Half of newly hired teachers in Texas now lack certification and classroom experience, according to a new study by researchers at The University of Texas at Austin and Texas Tech University’s Center for Innovation Research in Change, Leadership and Education (CIRCLE).
According to statewide data, the trend of newly hired uncertified teachers has grown since 2020 as an already existing teacher shortage was exacerbated by the COVID-19 pandemic and schools raced to fill empty classrooms and meet student needs. Now, researchers warn that hiring uncertified teachers is not an effective solution as new findings show that uncertified teachers are leaving the classroom sooner, districts are overwhelmed with teaching their teachers to teach and students are negatively impacted.
Meanwhile, financial and time costs have become limiting barriers for hopeful teachers seeking certification.
Dr. Michael Marder, professor of physics and executive director of the UTeach Natural Sciences Program at UT Austin and lead researcher on the study, said when teachers lack certification, students in traditional school districts learn less from a teacher without certification than they do when taught by certified teachers in all tested subjects and grade levels.
Additionally, uncertified teachers leave the classroom at higher rates and more experienced teachers become burdened with training and mentoring their uncertified colleagues.
”Certification is the Texas seal of quality: a promise from the state that teachers know their subject and meet basic professional standards,” Dr. Marder said. ”Without certified teachers, the Texas constitutional right to an efficient system of public, free schools, is at risk.”
The findings of this supplemental report, which will become publicly available in full on September 10, will extend a comprehensive, longitudinal study commissioned by the College of Education in 2019 and published in 2022. The 2022 report, titled Texas Educator Preparation Pathways, examined the different aspects of a growing teacher shortage made worse by the COVID-19 pandemic.
As the shortage of teachers continues in Texas and nationwide, hiring uncertified teachers is only a temporary fix as less than 40% of uncertified teachers remained in the classroom after five years, with 30% leaving after their first year of teaching, according to statewide data featured in the supplemental study.
In interviews featured in the study, school and district leaders across Texas told UT Austin researchers that new teachers who lack classroom experience, quality training and the necessary tools to succeed become rapidly overwhelmed and burn out quickly. Many district leaders mentioned that existing teacher preparation programs were inaccessible to people wishing to teach due to cost and time commitment barriers.
At Alpine ISD, superintendent Michelle Rinehart said that they began hiring teachers lacking certification in the last few years, but the number has rapidly risen from one the first year to more than half of their new hires as a worsening teacher shortage leaves them constantly searching for new educators.
”In essence, our hiring process has shifted from selecting and hiring a certified, well-qualified professional to acting as the screening hire for a teacher certification program,” Rinehart said.
College of Education Dean Charles Martinez said in the same way that a nurse or doctor would not be allowed to visit with a patient without the proper training because lives are at stake, an entire future generation of Texans is at stake when we allow teachers without a certification to be placed in classrooms.
”Somehow, with education and teachers, we have accepted a much lower threshold that it is adequate to have someone who might have a heart and interest in teaching to learn on the job entirely, even with no or little prior experience,” Dr. Martinez said.
According to statewide data analyzed by Dr. Jacob Kirksey, assistant professor at Texas Tech University and associate director at CIRCLE, between 2018 and 2023, fourth to eighth-grade students taught by uncertified teachers without previous experience lost three months of learning in math and four months of learning in reading compared to those taught by university-certified teachers.
”We are seeing immediate months of learning loss that are not just going to be immediate impacts,” said Dr. Kirksey. ”So, a kid is now four months behind in reading. What does that do the next year?”
Dr. Laura Torres, director of data analytics, assessment and translational research at the UT Austin College of Education, testified in August before state legislators ahead of Texas’ 89th State Legislative Session on behalf of the research team.
“I think Texas has the capacity to turn around the teacher shortage in an effective way,” Dr. Torres said. “We just need to better understand the issue and get resources in the right places.”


◆ TASK DESCRIPTION ◆
Set the pictures aside and transcribe exactly the lines from the one containing "Resolution: w=1024, h=675." through the final line of the records.

◆ ENTRIES SHOWN ◆
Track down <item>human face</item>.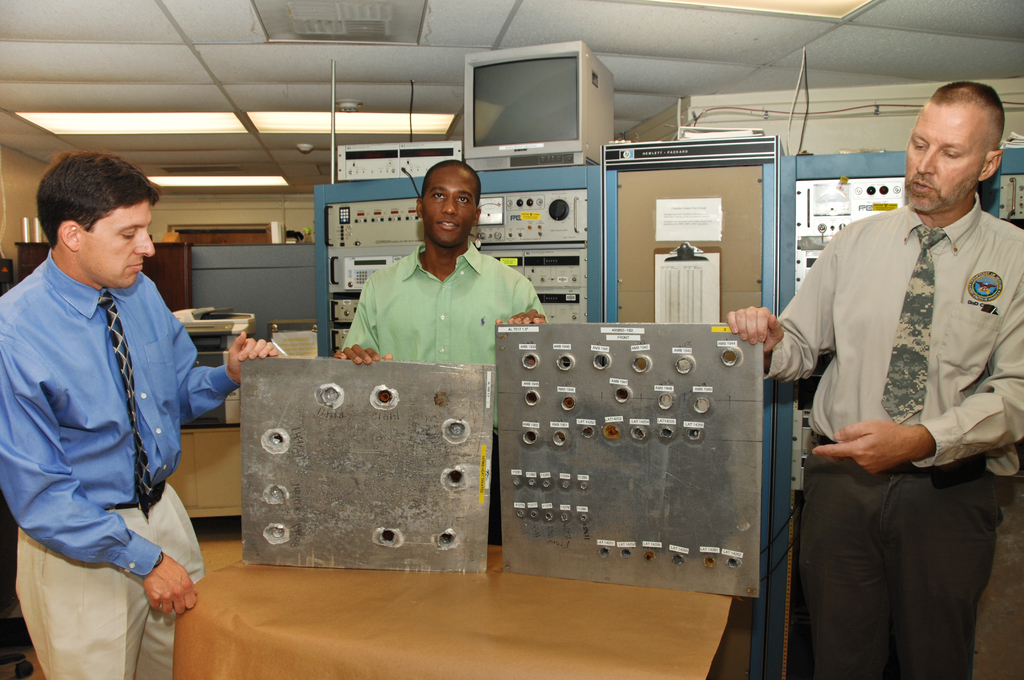
Tracked to locate(426, 166, 473, 241).
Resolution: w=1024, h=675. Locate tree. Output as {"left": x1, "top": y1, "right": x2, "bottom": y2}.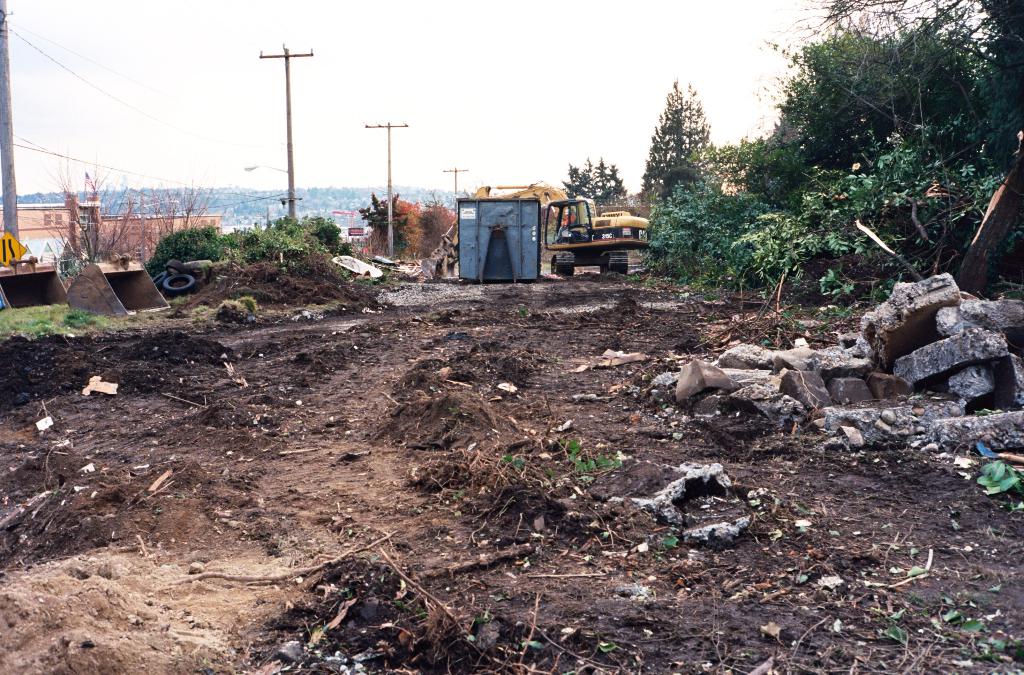
{"left": 641, "top": 68, "right": 721, "bottom": 255}.
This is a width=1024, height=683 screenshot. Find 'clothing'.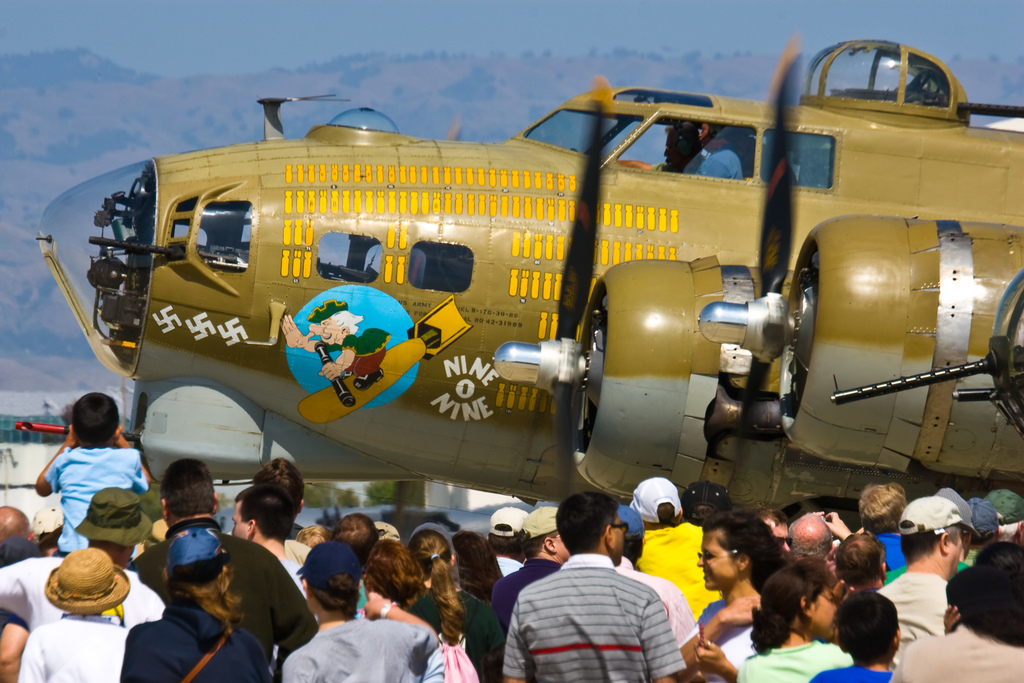
Bounding box: detection(284, 611, 432, 682).
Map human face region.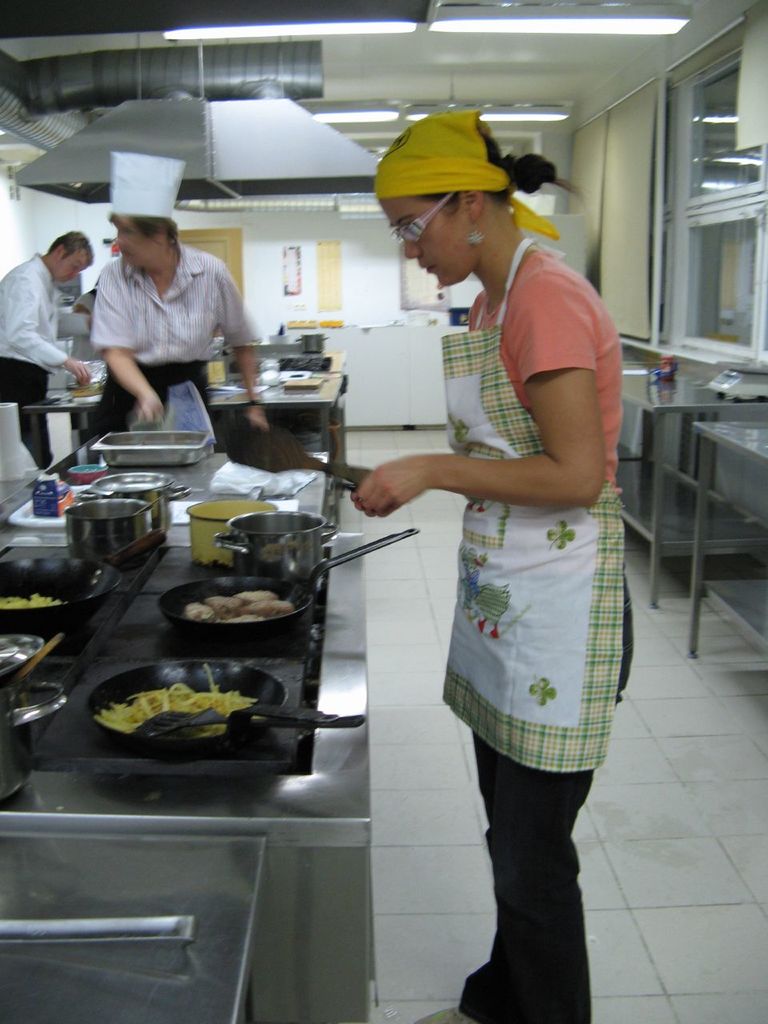
Mapped to Rect(378, 194, 466, 287).
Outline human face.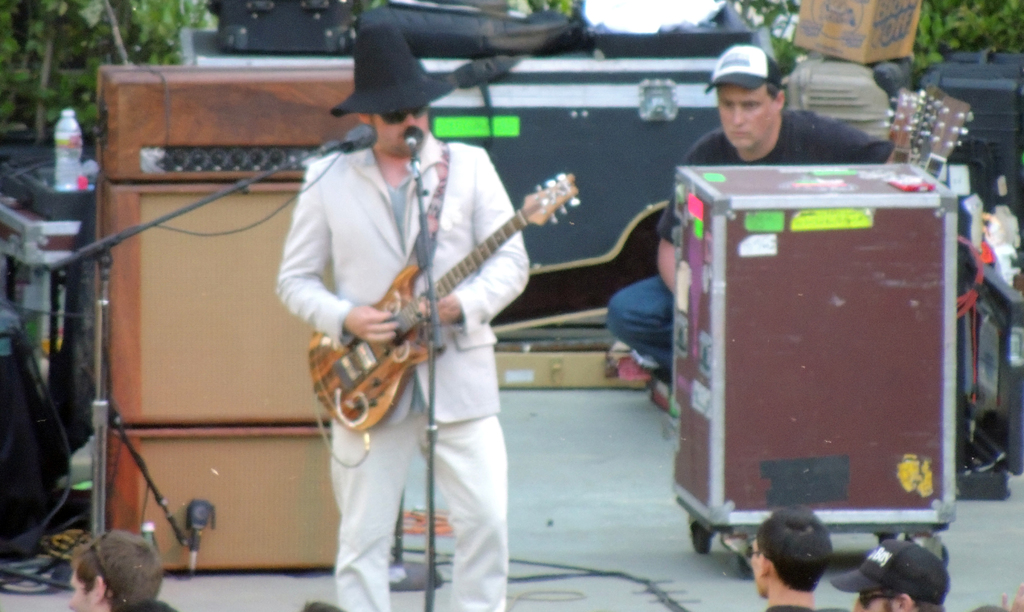
Outline: [left=856, top=588, right=894, bottom=611].
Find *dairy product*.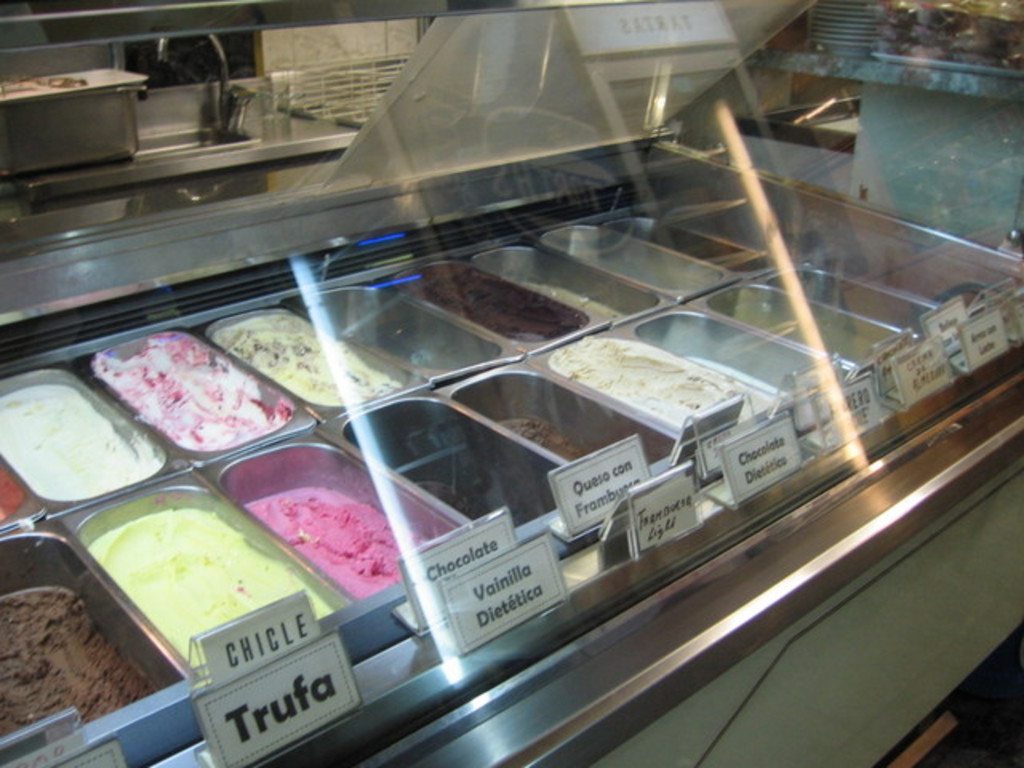
pyautogui.locateOnScreen(0, 579, 118, 766).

◆ TASK SOLUTION ◆
Resolution: w=1024, h=675. Locate tree. Output as {"left": x1, "top": y1, "right": x2, "bottom": y2}.
{"left": 641, "top": 68, "right": 721, "bottom": 255}.
This is a width=1024, height=683 screenshot. Find 'clothing'.
Bounding box: detection(284, 611, 432, 682).
Map human face region.
Mapped to Rect(378, 194, 466, 287).
Outline human face.
Outline: [left=856, top=588, right=894, bottom=611].
Find *dairy product*.
pyautogui.locateOnScreen(0, 579, 118, 766).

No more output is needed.